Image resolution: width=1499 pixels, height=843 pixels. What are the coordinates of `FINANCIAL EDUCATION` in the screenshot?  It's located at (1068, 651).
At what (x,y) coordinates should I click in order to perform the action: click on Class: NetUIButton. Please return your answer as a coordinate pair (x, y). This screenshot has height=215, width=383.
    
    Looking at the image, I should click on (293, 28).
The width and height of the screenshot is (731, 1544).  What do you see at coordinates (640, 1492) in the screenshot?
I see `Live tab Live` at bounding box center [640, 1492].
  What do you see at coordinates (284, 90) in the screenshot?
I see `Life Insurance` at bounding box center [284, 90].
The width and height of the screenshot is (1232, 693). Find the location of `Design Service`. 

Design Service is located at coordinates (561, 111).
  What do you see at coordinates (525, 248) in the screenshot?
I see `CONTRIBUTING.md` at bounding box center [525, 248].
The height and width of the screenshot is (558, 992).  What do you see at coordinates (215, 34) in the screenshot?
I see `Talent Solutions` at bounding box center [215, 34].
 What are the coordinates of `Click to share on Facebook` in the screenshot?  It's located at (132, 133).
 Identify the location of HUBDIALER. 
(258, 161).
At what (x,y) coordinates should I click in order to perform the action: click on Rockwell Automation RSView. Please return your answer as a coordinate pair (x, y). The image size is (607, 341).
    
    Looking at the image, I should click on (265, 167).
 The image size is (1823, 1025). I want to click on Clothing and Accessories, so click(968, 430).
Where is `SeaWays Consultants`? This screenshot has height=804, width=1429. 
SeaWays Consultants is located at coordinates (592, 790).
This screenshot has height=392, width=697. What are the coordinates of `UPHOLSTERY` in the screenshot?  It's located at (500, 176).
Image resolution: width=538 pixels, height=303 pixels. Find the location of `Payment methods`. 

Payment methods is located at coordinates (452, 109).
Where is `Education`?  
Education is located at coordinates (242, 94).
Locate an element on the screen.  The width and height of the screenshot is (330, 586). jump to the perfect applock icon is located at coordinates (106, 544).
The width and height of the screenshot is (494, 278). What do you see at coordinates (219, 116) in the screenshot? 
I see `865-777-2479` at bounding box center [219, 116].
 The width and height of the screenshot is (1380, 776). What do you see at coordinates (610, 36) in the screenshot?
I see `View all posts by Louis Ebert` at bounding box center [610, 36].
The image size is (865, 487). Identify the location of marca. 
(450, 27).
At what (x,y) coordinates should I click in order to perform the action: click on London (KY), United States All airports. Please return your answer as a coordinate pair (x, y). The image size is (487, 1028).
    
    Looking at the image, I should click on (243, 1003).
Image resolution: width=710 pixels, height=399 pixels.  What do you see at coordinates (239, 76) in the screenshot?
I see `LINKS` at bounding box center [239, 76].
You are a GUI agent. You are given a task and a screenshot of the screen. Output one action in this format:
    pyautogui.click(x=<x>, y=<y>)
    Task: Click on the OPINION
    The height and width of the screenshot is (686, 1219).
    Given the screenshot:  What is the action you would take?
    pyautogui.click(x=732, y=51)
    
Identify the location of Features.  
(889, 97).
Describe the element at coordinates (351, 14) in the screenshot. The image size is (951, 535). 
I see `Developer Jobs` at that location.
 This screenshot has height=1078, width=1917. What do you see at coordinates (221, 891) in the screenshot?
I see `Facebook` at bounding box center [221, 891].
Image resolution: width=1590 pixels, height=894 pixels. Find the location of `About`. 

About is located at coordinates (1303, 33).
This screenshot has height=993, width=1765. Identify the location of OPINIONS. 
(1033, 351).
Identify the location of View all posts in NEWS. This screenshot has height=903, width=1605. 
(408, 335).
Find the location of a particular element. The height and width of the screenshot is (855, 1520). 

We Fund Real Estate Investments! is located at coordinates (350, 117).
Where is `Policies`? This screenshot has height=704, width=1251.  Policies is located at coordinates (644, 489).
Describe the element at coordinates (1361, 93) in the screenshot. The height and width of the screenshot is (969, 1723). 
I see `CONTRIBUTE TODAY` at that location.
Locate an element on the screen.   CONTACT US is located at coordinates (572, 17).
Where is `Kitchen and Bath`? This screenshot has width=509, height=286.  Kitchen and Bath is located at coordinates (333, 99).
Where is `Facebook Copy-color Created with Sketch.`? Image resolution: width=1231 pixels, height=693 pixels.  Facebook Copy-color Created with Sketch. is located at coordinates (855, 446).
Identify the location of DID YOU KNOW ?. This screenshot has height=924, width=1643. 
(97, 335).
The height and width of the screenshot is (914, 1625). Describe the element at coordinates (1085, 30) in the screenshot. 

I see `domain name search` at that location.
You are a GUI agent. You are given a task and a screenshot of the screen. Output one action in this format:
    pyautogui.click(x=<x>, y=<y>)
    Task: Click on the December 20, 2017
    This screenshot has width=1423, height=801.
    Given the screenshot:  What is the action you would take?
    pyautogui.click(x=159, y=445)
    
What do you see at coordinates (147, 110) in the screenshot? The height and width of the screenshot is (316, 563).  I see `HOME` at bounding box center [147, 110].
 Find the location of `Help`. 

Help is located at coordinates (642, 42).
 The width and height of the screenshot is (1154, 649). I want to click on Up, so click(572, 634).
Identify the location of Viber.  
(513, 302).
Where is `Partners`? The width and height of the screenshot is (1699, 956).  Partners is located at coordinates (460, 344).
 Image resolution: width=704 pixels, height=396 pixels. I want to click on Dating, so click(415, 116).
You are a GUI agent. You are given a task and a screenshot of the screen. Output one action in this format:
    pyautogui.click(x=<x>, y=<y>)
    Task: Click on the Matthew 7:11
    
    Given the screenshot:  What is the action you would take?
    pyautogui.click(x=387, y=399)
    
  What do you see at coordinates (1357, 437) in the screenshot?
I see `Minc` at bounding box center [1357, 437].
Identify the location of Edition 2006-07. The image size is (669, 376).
━━━━━━━━━━━━━━━━
▸ Problem statement:
Set the listing above down once more in full, exactly as it is.

▸ Reply:
Image resolution: width=1499 pixels, height=843 pixels. What are the coordinates of `FINANCIAL EDUCATION` in the screenshot?  It's located at (1068, 651).
At what (x,y) coordinates should I click in order to perform the action: click on Class: NetUIButton. Please return your answer as a coordinate pair (x, y). This screenshot has height=215, width=383.
    
    Looking at the image, I should click on (293, 28).
The width and height of the screenshot is (731, 1544).  What do you see at coordinates (640, 1492) in the screenshot?
I see `Live tab Live` at bounding box center [640, 1492].
  What do you see at coordinates (284, 90) in the screenshot?
I see `Life Insurance` at bounding box center [284, 90].
The width and height of the screenshot is (1232, 693). Find the location of `Design Service`. 

Design Service is located at coordinates (561, 111).
  What do you see at coordinates (525, 248) in the screenshot?
I see `CONTRIBUTING.md` at bounding box center [525, 248].
The height and width of the screenshot is (558, 992).  What do you see at coordinates (215, 34) in the screenshot?
I see `Talent Solutions` at bounding box center [215, 34].
 What are the coordinates of `Click to share on Facebook` in the screenshot?  It's located at (132, 133).
 Identify the location of HUBDIALER. 
(258, 161).
At what (x,y) coordinates should I click in order to perform the action: click on Rockwell Automation RSView. Please return your answer as a coordinate pair (x, y). The image size is (607, 341).
    
    Looking at the image, I should click on (265, 167).
 The image size is (1823, 1025). I want to click on Clothing and Accessories, so click(968, 430).
Where is `SeaWays Consultants`? This screenshot has height=804, width=1429. 
SeaWays Consultants is located at coordinates (592, 790).
This screenshot has height=392, width=697. What are the coordinates of `UPHOLSTERY` in the screenshot?  It's located at (500, 176).
Image resolution: width=538 pixels, height=303 pixels. Find the location of `Payment methods`. 

Payment methods is located at coordinates (452, 109).
Where is `Education`?  
Education is located at coordinates (242, 94).
Locate an element on the screen.  The width and height of the screenshot is (330, 586). jump to the perfect applock icon is located at coordinates (106, 544).
The width and height of the screenshot is (494, 278). What do you see at coordinates (219, 116) in the screenshot? 
I see `865-777-2479` at bounding box center [219, 116].
 The width and height of the screenshot is (1380, 776). What do you see at coordinates (610, 36) in the screenshot?
I see `View all posts by Louis Ebert` at bounding box center [610, 36].
The image size is (865, 487). Identify the location of marca. 
(450, 27).
At what (x,y) coordinates should I click in order to perform the action: click on London (KY), United States All airports. Please return your answer as a coordinate pair (x, y). The image size is (487, 1028).
    
    Looking at the image, I should click on (243, 1003).
Image resolution: width=710 pixels, height=399 pixels.  What do you see at coordinates (239, 76) in the screenshot?
I see `LINKS` at bounding box center [239, 76].
You are a GUI agent. You are given a task and a screenshot of the screen. Output one action in this format:
    pyautogui.click(x=<x>, y=<y>)
    Task: Click on the OPINION
    The height and width of the screenshot is (686, 1219).
    Given the screenshot:  What is the action you would take?
    pyautogui.click(x=732, y=51)
    
Identify the location of Features.  
(889, 97).
Describe the element at coordinates (351, 14) in the screenshot. The image size is (951, 535). 
I see `Developer Jobs` at that location.
 This screenshot has height=1078, width=1917. What do you see at coordinates (221, 891) in the screenshot?
I see `Facebook` at bounding box center [221, 891].
Image resolution: width=1590 pixels, height=894 pixels. Find the location of `About`. 

About is located at coordinates (1303, 33).
This screenshot has height=993, width=1765. Identify the location of OPINIONS. 
(1033, 351).
Identify the location of View all posts in NEWS. This screenshot has height=903, width=1605. 
(408, 335).
Find the location of a particular element. The height and width of the screenshot is (855, 1520). 

We Fund Real Estate Investments! is located at coordinates (350, 117).
Where is `Policies`? This screenshot has height=704, width=1251.  Policies is located at coordinates (644, 489).
Describe the element at coordinates (1361, 93) in the screenshot. The height and width of the screenshot is (969, 1723). 
I see `CONTRIBUTE TODAY` at that location.
Locate an element on the screen.   CONTACT US is located at coordinates (572, 17).
Where is `Kitchen and Bath`? This screenshot has width=509, height=286.  Kitchen and Bath is located at coordinates (333, 99).
Where is `Facebook Copy-color Created with Sketch.`? Image resolution: width=1231 pixels, height=693 pixels.  Facebook Copy-color Created with Sketch. is located at coordinates (855, 446).
Identify the location of DID YOU KNOW ?. This screenshot has height=924, width=1643. 
(97, 335).
The height and width of the screenshot is (914, 1625). Describe the element at coordinates (1085, 30) in the screenshot. 

I see `domain name search` at that location.
You are a GUI agent. You are given a task and a screenshot of the screen. Output one action in this format:
    pyautogui.click(x=<x>, y=<y>)
    Task: Click on the December 20, 2017
    This screenshot has width=1423, height=801.
    Given the screenshot:  What is the action you would take?
    pyautogui.click(x=159, y=445)
    
What do you see at coordinates (147, 110) in the screenshot? The height and width of the screenshot is (316, 563).  I see `HOME` at bounding box center [147, 110].
 Find the location of `Help`. 

Help is located at coordinates (642, 42).
 The width and height of the screenshot is (1154, 649). I want to click on Up, so click(572, 634).
Identify the location of Viber.  
(513, 302).
Where is `Partners`? The width and height of the screenshot is (1699, 956).  Partners is located at coordinates (460, 344).
 Image resolution: width=704 pixels, height=396 pixels. I want to click on Dating, so click(415, 116).
You are a GUI agent. You are given a task and a screenshot of the screen. Output one action in this format:
    pyautogui.click(x=<x>, y=<y>)
    Task: Click on the Matthew 7:11
    
    Given the screenshot:  What is the action you would take?
    pyautogui.click(x=387, y=399)
    
  What do you see at coordinates (1357, 437) in the screenshot?
I see `Minc` at bounding box center [1357, 437].
Identify the location of Edition 2006-07. The image size is (669, 376).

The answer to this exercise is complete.